Take Ninagawa
Azabu-Juban
1F, 2-12-4 Higashi-Azabu, Minato-ku, Tokyo
Tel. 81-(0)3-5571-5844
Established in 2008, Take Ninagawa is dedicated to promoting emerging and historically established Japanese artists in a cross-generational, international framework. Represented artists build upon precedents in Japanese Postwar experimental art while developing unique approaches for addressing contemporary concerns. International artists in the gallery’s program are invited to respond to the unique context for contemporary art and culture in Japan while giving expression to the broader perspectives they bring with them. Each exhibition at the gallery is conceived on a project basis, with artists encouraged to develop ideas across series of exhibitions. Driven by a mission to produce new values that can challenge entrenched power structures in art and society, Take Ninagawa frequently collaborates on initiatives with other galleries in Japan, the Asia Pacific, and beyond. Represented artists include Ryoko Aoki, Thea Djordjadze, Kazuko Miyamoto, Shinro Ohtake, Aki Sasamoto, Danh Vo, and Tsuruko Yamazaki.

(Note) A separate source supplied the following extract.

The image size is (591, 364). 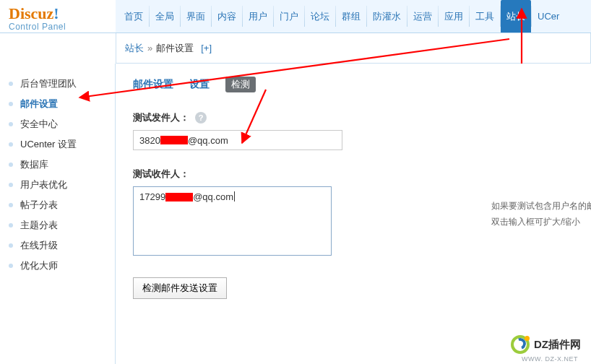 I want to click on nav-item-4: 用户, so click(x=258, y=16).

Installation view of Gozo Yoshimasu’s exhibition “Dear Monster,” Take Ninagawa, Tokyo, 2021
Courtesy of Take Ninagawa, Tokyo, photo by Kei Okano
Exhibition Information
Gozo Yoshimasu
October 29–December 17
Having first emerged as a member of the interdisciplinary avant-garde in Tokyo in the 1960s, Gozo Yoshimasu (b. 1939) combines poetry with performance, audio recordings, photography, and his own moving-image practice, gozoCine. Highlighting the multiplicity of language, his poems traverse diverse geographic and discursive topoi and test the limits of translation.

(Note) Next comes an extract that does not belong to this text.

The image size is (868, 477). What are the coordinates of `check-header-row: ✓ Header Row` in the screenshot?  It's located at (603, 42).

Written in his characteristic compact scrawl, Yoshimasu’s manuscripts often feature spontaneous applications of mark making, paint, collage elements, and fragments from other texts, so they function as both records of an originary performance and visual scores for future interpretation.

Yoshimasu’s latest project, “Voix” (2019–22), explores how the distinctions between sound and meaning blur in spoken language. Awaiting activation by the reader, these compositions on paper gesture toward a kind of echolocation or aural sounding of their environment through their installation in the gallery space.